As summarized by Elias’s team, their new Iowa court case “claims that the bill’s voting restrictions—including shortening the absentee voting period, reducing the number of days a voter can request and return an absentee ballot, shortening the time polls are open on Election Day and more—create an undue burden on the fundamental right to vote in violation of the Iowa Constitution.” Elias, who was involved in a slew of defenses against Trump-aligned court fights over the presidential election outcome, has also filed a lawsuit over recently enacted suppressive legislation in Georgia.

In Iowa, the new legislation cuts nine days from the statewide early voting period, which, like the shortened Election Day in-person voting hours, has little to do with cutting down on the supposed election fraud that isn’t even actually present like certain Republicans have claimed.

The Iowa legislation also, as Elias noted, cuts the time in which voters can return mail-in ballots and have them counted. Previously, “ballots placed in the mail the day before Election Day could be counted as long as they arrived by noon the following Monday,” the Des Moines Register explains. Now, mail-in ballots must be received by the time that polls close on Election Day to count, no matter postal delays or any other issues. Ex-President Trump has claimed that extended ballot counting periods harbored fraud, but there is no legitimate evidence for this claim.

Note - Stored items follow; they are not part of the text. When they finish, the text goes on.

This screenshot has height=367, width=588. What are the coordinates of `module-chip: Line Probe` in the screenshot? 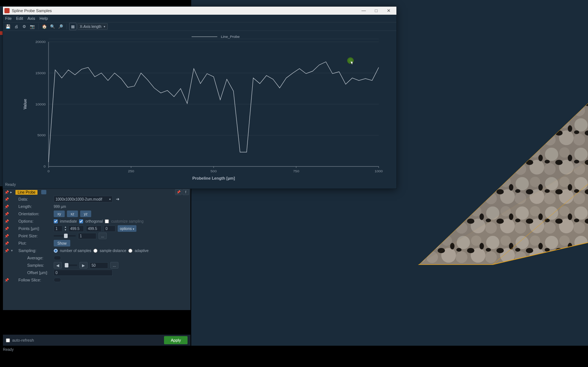 It's located at (26, 193).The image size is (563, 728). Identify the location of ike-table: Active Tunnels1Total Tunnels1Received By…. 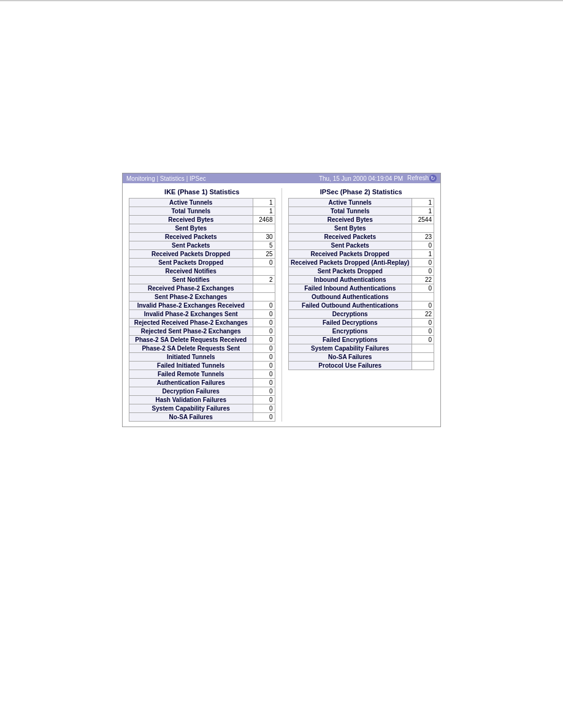
(202, 310).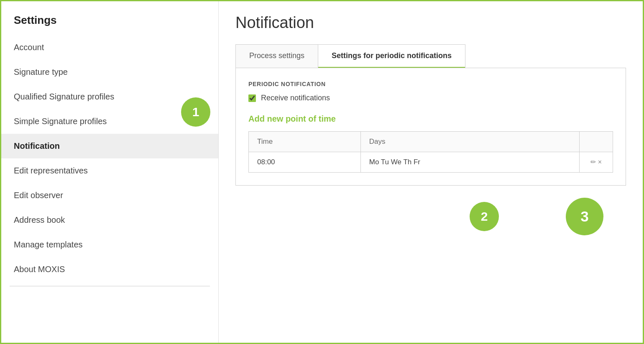  I want to click on cell-actions: ✏ ×, so click(596, 162).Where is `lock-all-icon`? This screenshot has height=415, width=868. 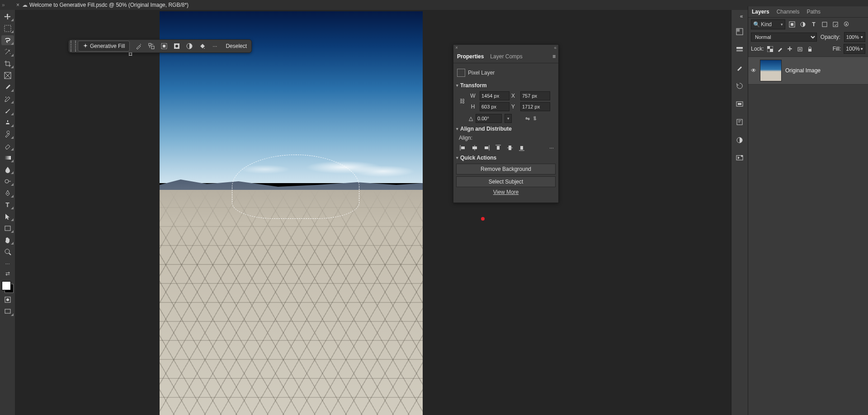 lock-all-icon is located at coordinates (810, 49). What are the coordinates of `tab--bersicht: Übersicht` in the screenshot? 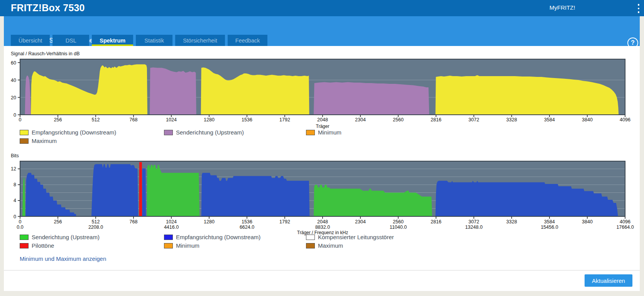 It's located at (30, 40).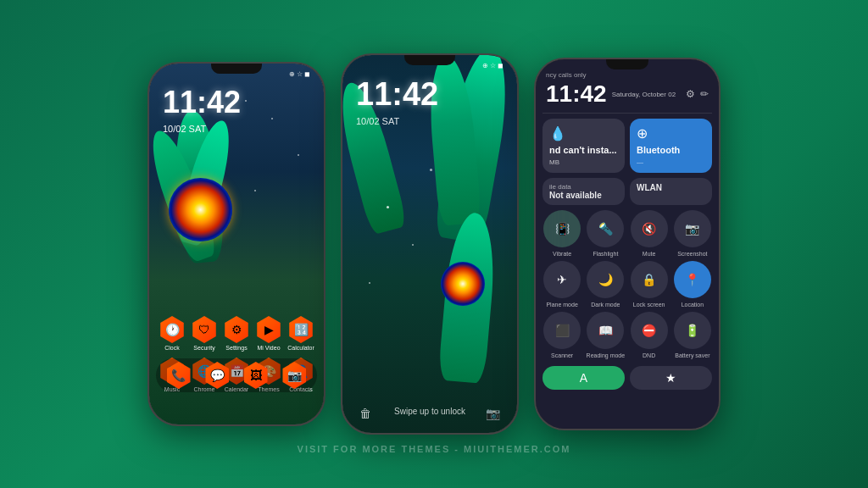  What do you see at coordinates (605, 305) in the screenshot?
I see `dark-label: Dark mode` at bounding box center [605, 305].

Elsewhere, Republican state legislators have faced substantial pushback over their voter suppression efforts. Major League Baseball recently announced that they’d be moving the All-Star Game out of Georgia in protest of the state’s new voting restrictions. Among other controversial provisions, the bill imposes new voter ID requirements around mail-in voting, although no systematic problems were discovered with the state’s previously employed signature verification system for mail-in ballots. As elsewhere, punitive voter ID requirements could unfairly impact disadvantaged communities.